Otherwise, thanks for posting this! It's good to have someone else pointing out that in the area of autism, you have to slog through the data.

Thanks for linking to the site with the illusions [always love optical illusions] I plan to show them to the children when they come home from school - see what happens!
Cheers

No problem, Michelle.

I really thought that research was much more clear cut, but it looks like in the last couple years the conclusions have become much grayer.

I'm an Asperger Geek, and I can add a couple of thoughts from my perspective; ethical behaviour can be ingrained by a sense of empathy for other people OR by the use of intelligence to comprehend the "Golden Rule". While autistics intrinsically ignore much of empathy (both Kanner and Asperger independently came up with the same Greek construction "autism" to describe people wrapped up in themselves, or the ultimate selfishness,)once they mature enough to embrace the logic of the Golden Rule, it becomes a satisfying constant in a world they have difficulty comprehending on an emotional level. Another interesting anecdote I can share about myself; I have trouble remembering faces, yet as I look out over a sea of office cubicles, which permit me to only see the very tops of heads bobbing by, I can identify people with near 100% certainty seeing nothing more than their hair or tonsure.

Thanks so much for posting this more extensive analysis and discussion, which is leading me to reflect on how my son has responded to various faces over the year. I recognize that this is very anecdotal, but he has always shown a marked interest in faces that are (as mine is) Asian. I do think (for my son) that there are certain details that stand out to him. Further, he does not look straight at objects especially when they are close to him (he is somewhat far-sighted).

"[T]he evidence shows that people with autism tend to examine the parts of faces more than the whole face": If I may extend this point to the way my son seems to process visual information generally, he is constantly seeing the part for the whole and (as it seems to me) scanning a visual field and then pausing over certain parts.
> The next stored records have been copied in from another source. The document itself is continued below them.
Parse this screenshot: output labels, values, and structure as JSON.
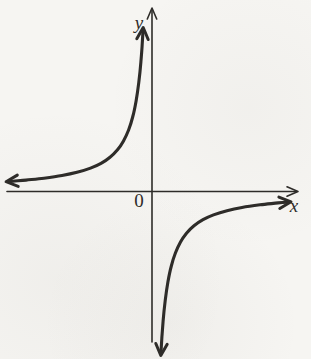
{
  "figure": {
    "labels": {
      "y_axis": "y",
      "x_axis": "x",
      "origin": "0"
    },
    "ink_color": "#2e2c29",
    "paper_color": "#f6f5f2"
  },
  "chart_data": {
    "type": "line",
    "title": "",
    "xlabel": "x",
    "ylabel": "y",
    "xlim": [
      -4.83,
      4.93
    ],
    "ylim": [
      -5.6,
      6.15
    ],
    "grid": false,
    "legend": false,
    "function": "y = k/x with k < 0 (rectangular hyperbola; branches in quadrants II and IV)",
    "asymptotes": {
      "vertical": "x = 0",
      "horizontal": "y = 0"
    },
    "series": [
      {
        "name": "branch-quadrant-II",
        "arrows": "both-ends",
        "x": [
          -4.73,
          -4.2,
          -3.6,
          -3.0,
          -2.5,
          -2.05,
          -1.7,
          -1.4,
          -1.15,
          -0.95,
          -0.78,
          -0.64,
          -0.53,
          -0.44,
          -0.37,
          -0.33,
          -0.3
        ],
        "y": [
          0.338,
          0.381,
          0.444,
          0.533,
          0.64,
          0.78,
          0.941,
          1.143,
          1.391,
          1.684,
          2.051,
          2.5,
          3.019,
          3.636,
          4.324,
          4.848,
          5.333
        ]
      },
      {
        "name": "branch-quadrant-IV",
        "arrows": "both-ends",
        "x": [
          0.3,
          0.33,
          0.37,
          0.44,
          0.53,
          0.64,
          0.78,
          0.95,
          1.15,
          1.4,
          1.7,
          2.05,
          2.5,
          3.0,
          3.6,
          4.2,
          4.5
        ],
        "y": [
          -5.333,
          -4.848,
          -4.324,
          -3.636,
          -3.019,
          -2.5,
          -2.051,
          -1.684,
          -1.391,
          -1.143,
          -0.941,
          -0.78,
          -0.64,
          -0.533,
          -0.444,
          -0.381,
          -0.356
        ]
      }
    ],
    "layout": {
      "origin_px": [
        152,
        191.5
      ],
      "px_per_unit": 30,
      "x_axis_px": [
        7,
        298
      ],
      "y_axis_px": [
        342,
        8
      ]
    }
  }
}
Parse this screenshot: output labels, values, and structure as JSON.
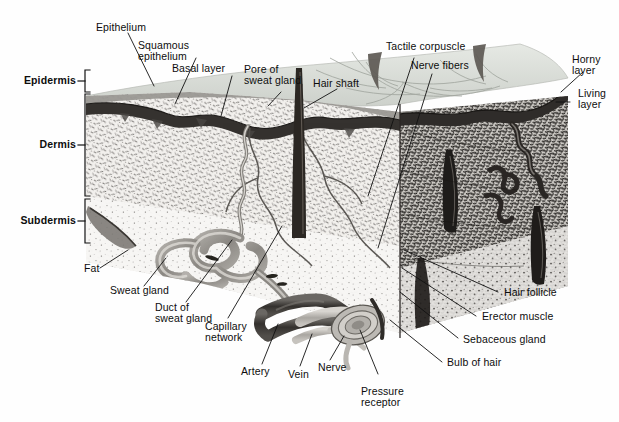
{
  "figure": {
    "palette": {
      "ink": "#0d0d0d",
      "leader": "#111111",
      "horny_layer": "#8d8d8d",
      "living_layer": "#3a3a3a",
      "dermis_left": "#d8d6d2",
      "dermis_right": "#6f6d6a",
      "subdermis": "#efeeec",
      "top_surface": "#d9dcd7",
      "hair": "#2b2724",
      "vessel_dark": "#3d3a37",
      "vessel_light": "#b9b6b1",
      "background": "#fefefe"
    }
  },
  "layer_brackets": [
    {
      "label": "Epidermis",
      "top": 70,
      "bottom": 92
    },
    {
      "label": "Dermis",
      "top": 94,
      "bottom": 196
    },
    {
      "label": "Subdermis",
      "top": 199,
      "bottom": 243
    }
  ],
  "labels": {
    "epithelium": {
      "lines": [
        "Epithelium"
      ]
    },
    "squamous": {
      "lines": [
        "Squamous",
        "epithelium"
      ]
    },
    "basal_layer": {
      "lines": [
        "Basal layer"
      ]
    },
    "pore_sweat_gland": {
      "lines": [
        "Pore of",
        "sweat gland"
      ]
    },
    "hair_shaft": {
      "lines": [
        "Hair shaft"
      ]
    },
    "tactile_corpuscle": {
      "lines": [
        "Tactile corpuscle"
      ]
    },
    "nerve_fibers": {
      "lines": [
        "Nerve fibers"
      ]
    },
    "horny_layer": {
      "lines": [
        "Horny",
        "layer"
      ]
    },
    "living_layer": {
      "lines": [
        "Living",
        "layer"
      ]
    },
    "fat": {
      "lines": [
        "Fat"
      ]
    },
    "sweat_gland": {
      "lines": [
        "Sweat gland"
      ]
    },
    "duct_sweat_gland": {
      "lines": [
        "Duct of",
        "sweat gland"
      ]
    },
    "capillary_network": {
      "lines": [
        "Capillary",
        "network"
      ]
    },
    "artery": {
      "lines": [
        "Artery"
      ]
    },
    "vein": {
      "lines": [
        "Vein"
      ]
    },
    "nerve": {
      "lines": [
        "Nerve"
      ]
    },
    "pressure_receptor": {
      "lines": [
        "Pressure",
        "receptor"
      ]
    },
    "hair_follicle": {
      "lines": [
        "Hair follicle"
      ]
    },
    "erector_muscle": {
      "lines": [
        "Erector muscle"
      ]
    },
    "sebaceous_gland": {
      "lines": [
        "Sebaceous gland"
      ]
    },
    "bulb_of_hair": {
      "lines": [
        "Bulb of hair"
      ]
    }
  }
}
Thank you again and I certainly did not mean to imply anything "hostile"---I was very curious to your further thoughts and your post helps much.

I reacted to your initial post on this interesting point, that different processing individuals shows that some claims on moral behavior isn't as clear cut as some persons imply. (Which btw animals would show too, come to think of it.) And I didn't get impression that you meant that autistic persons had an impairment here, but the converse.

That said, I am glad that you cleared up any confusion here and on different observations.

The finding that individuals with ASD tend to process faces in terms of their component parts should not necessarily imply that configural/holistic processing strategies are impaired.

Btw, this reminds me of the post (at Cognitive Daily?) on artists. IIRC artists can be observed by monitoring eye movements to process scenes much more facilely and completely than non-artists, not concentrating as much on details and scanning a larger area. Still, non-artists can sometimes with a bit of effort make rather nice attempts at paintings.

So such differences can be a matter of familiarity and usage instead of an indication of a source to a problem.

By Torbjörn Larsson (not verified) on 01 May 2007 #permalink

I believe part of the problem here is that people tend to mistake empathy with goodness and sympathy, and not think of it as more of a social survival skill. Psychopaths may be better at reading faces and clawing up the corporate ladder, but you can hardly call them humanitarians.